Closed
Description
Trying to use send_periodic on a socketcan bus fails with the following error message:
Traceback (most recent call last):
File "./test.py", line 8, in <module>
bus.send_periodic(msg, 0.01, 9)
File "/usr/local/lib/python3.5/dist-packages/can/bus.py", line 201, in send_periodic
task = self._send_periodic_internal(msg, period, duration)
File "/usr/local/lib/python3.5/dist-packages/can/interfaces/socketcan/socketcan.py", line 601, in _send_periodic_internal
task = CyclicSendTask(bcm_socket, msg, period, duration)
File "/usr/local/lib/python3.5/dist-packages/can/interfaces/socketcan/socketcan.py", line 254, in __init__
self._tx_setup(message)
File "/usr/local/lib/python3.5/dist-packages/can/interfaces/socketcan/socketcan.py", line 274, in _tx_setup
send_bcm(self.bcm_socket, header + frame)
File "/usr/local/lib/python3.5/dist-packages/can/interfaces/socketcan/socketcan.py", line 206, in send_bcm
raise can.CanError(base + "You are probably referring to a non-existing frame.")
can.CanError: Couldn't send CAN BCM frame. OS Error 22: Invalid argument
You are probably referring to a non-existing frame.
I'm using python-can 3.0.0 with python 3.5.3 on 32-bit Debian Stretch.
The same set of flags and values sent to the BCM is working in C.
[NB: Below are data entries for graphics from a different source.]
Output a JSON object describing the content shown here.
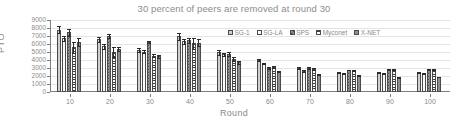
{
  "chart_data": {
    "type": "bar",
    "title": "30 percent of peers are removed at round 30",
    "xlabel": "Round",
    "ylabel": "PTO",
    "categories": [
      "10",
      "20",
      "30",
      "40",
      "50",
      "60",
      "70",
      "80",
      "90",
      "100"
    ],
    "ylim": [
      0,
      9000
    ],
    "yticks": [
      "0",
      "1000",
      "2000",
      "3000",
      "4000",
      "5000",
      "6000",
      "7000",
      "8000",
      "9000"
    ],
    "grid": true,
    "legend_position": "upper right inside plot",
    "series": [
      {
        "name": "SG-1",
        "color": "#cfcfcf",
        "pattern": "solid-light-gray",
        "values": [
          7800,
          6600,
          5250,
          6950,
          4950,
          3950,
          3000,
          2400,
          2400,
          2380
        ],
        "errors": [
          450,
          300,
          220,
          420,
          280,
          120,
          100,
          70,
          60,
          60
        ]
      },
      {
        "name": "SG-LA",
        "color": "#fbfbfb",
        "pattern": "solid-white",
        "values": [
          6700,
          5700,
          5050,
          6350,
          4700,
          3550,
          2600,
          2350,
          2300,
          2300
        ],
        "errors": [
          320,
          340,
          180,
          330,
          230,
          110,
          90,
          60,
          60,
          60
        ]
      },
      {
        "name": "SPS",
        "color": "#9a9a9a",
        "pattern": "checkerboard-dark",
        "values": [
          7450,
          7050,
          6250,
          6450,
          4700,
          2950,
          3000,
          2750,
          2800,
          2800
        ],
        "errors": [
          400,
          260,
          180,
          330,
          250,
          130,
          90,
          50,
          50,
          50
        ]
      },
      {
        "name": "Myconet",
        "color": "#ffffff",
        "pattern": "horizontal-stripes",
        "values": [
          5600,
          4950,
          4550,
          6100,
          4100,
          3100,
          2850,
          2700,
          2800,
          2780
        ],
        "errors": [
          700,
          620,
          230,
          700,
          260,
          160,
          110,
          60,
          50,
          50
        ]
      },
      {
        "name": "X-NET",
        "color": "#8e8e8e",
        "pattern": "solid-dark-gray",
        "values": [
          6250,
          5350,
          4450,
          6150,
          3700,
          2550,
          2150,
          2100,
          1850,
          1870
        ],
        "errors": [
          500,
          260,
          200,
          420,
          230,
          110,
          80,
          50,
          50,
          50
        ]
      }
    ]
  }
}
Debugging shows the problem is a wrong size of the bcm_header. On my machine sizeof(struct bcm_msg_header) is 40 bytes, but the BCM header created in build_bcm_header is 36 bytes long. This causes the invalid argument error from the kernel.
Adding 4 padding bytes at the end of the bcm header remedies the error.